As much as it seems to be the popular belief, working in software/IT and the peculiarities of that culture, are not the end-all be-all of work life and workplace politics. I do not consider it at all obvious that that is what's going on. There's plenty of evidence to indicate perfectly likely monetary and business motivations for WotC.
Well, clearly the trend has been accelerating over the years, and 4e is still at the short end of the spectrum no matter how you count. The problem is that every new edition is another fracture in the fan base. Eventually you have nothing left but the worst-case scenario, just the people that will 'buy anything that says D&D' reflex buying this year's endless rehash of core rules.
Maybe. I personally suspect that this is a "farewell" edition of D&D that will be shelved after a relatively small run of titles. Leaving the IP to be resurrected after 10-15 years. I'm guessing that WotC has concluded that the audience's appetite for new editions is insufficient to maintain D&D as a constant, ongoing concern. Of course, if Next succeeds in its goals of unifying the audience, then WotC have the option to continue cranking out as much product as is profitable. I think the "unification" goals are an attempt to ensure that there
still is an audience about 12 years from now for which to write 6e. In this, I will be happy to be wrong.

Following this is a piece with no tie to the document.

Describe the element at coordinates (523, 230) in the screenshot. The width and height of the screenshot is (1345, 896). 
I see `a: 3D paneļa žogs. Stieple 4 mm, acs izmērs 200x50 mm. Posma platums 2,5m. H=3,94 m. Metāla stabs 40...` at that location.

I think we can make perfectly good comparisons of 2e and DDN. DDN may not be complete but even Mike tweeted something about once a couple tweaks he was working on were finished the "core would be complete". I think its valid to draw some types of conclusions. CERTAINLY we can consider the faults in a system that tacks on many disparate subsystems and has no strong exception-based design. THAT was the essence of the problem with 2e, mechanically. You had a dozen different confusing and competing ways to try to implement something and the result was chaos by the end of the Player Option series. It was indeed a hot mess. If you can have all the benefits without the downsides why wouldn't you?
Maybe you can't have all the benefits?
Seriously.
A lot of us, myself included, have been enamored of unified mechanics. Maybe they aren't the best. Perhaps there's a middle ground between 2e's hot mess and 4e's strict conformity (hopefully one with less fiddly bits than 3e, AFAIC.) Certainly a great many people who were turned off by 4e cited that as a reason (and something similar can be said for 2e).

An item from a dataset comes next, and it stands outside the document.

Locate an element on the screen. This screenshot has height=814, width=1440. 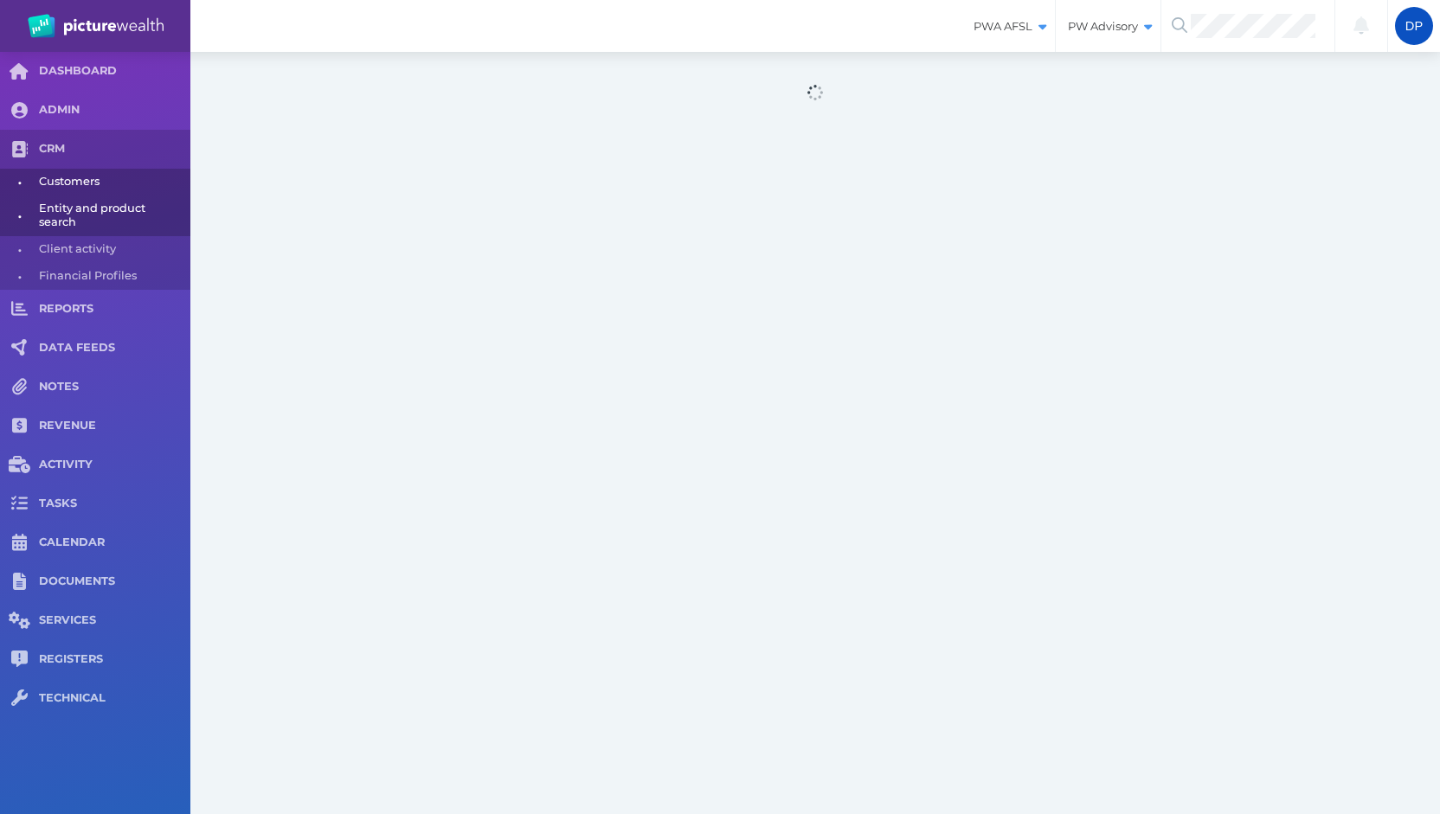
span: PWA AFSL is located at coordinates (1008, 26).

At this point, I'm willing to accept that my desire for an "elegant" unified system is not the best architecture for D&D. It seems to work well for some of the other systems I like, particularly more Narrative-oriented ones. However, it doesn't seem to create that mystical magical feeling of "D&D." Why? I have no idea.

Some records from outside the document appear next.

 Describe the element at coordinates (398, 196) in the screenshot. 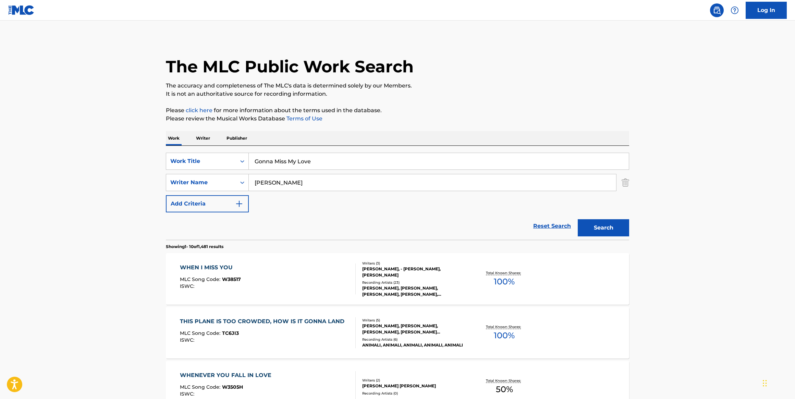

I see `form: Search Form` at that location.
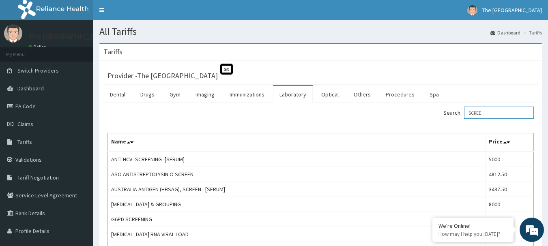 Image resolution: width=548 pixels, height=246 pixels. Describe the element at coordinates (509, 143) in the screenshot. I see `th: Price` at that location.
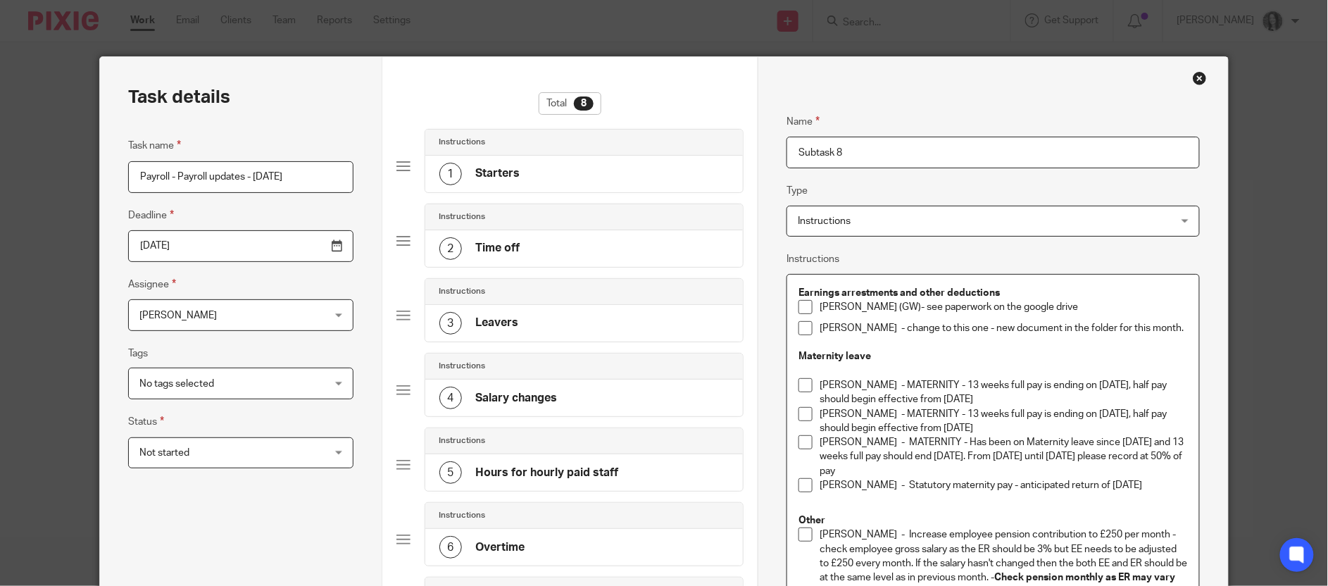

I'm certainly not suggesting that we go back to AD&D, where there were several different ways to "hide" depending on how, who, where, and when they were doing it. However, I don't think its totally unreasonable or unworkable to suggest and test a system where martial maneuvers work differently than spells.
Yes, and note the guy that is one of the cheif architects of that business model as well. A guy who seems to keep pulling off successful game system launches too. I think I'd be all over that if I was running a game company with any pretensions to be a good business. WotC is according to him wasting its time churning out new editions, it is a loosing game. At least that is what I gather from what I read.

I'm not sure who or what you're referring to here. You're grammar isn't parsing for me, but maybe its because I don't have the antecedents you think I do.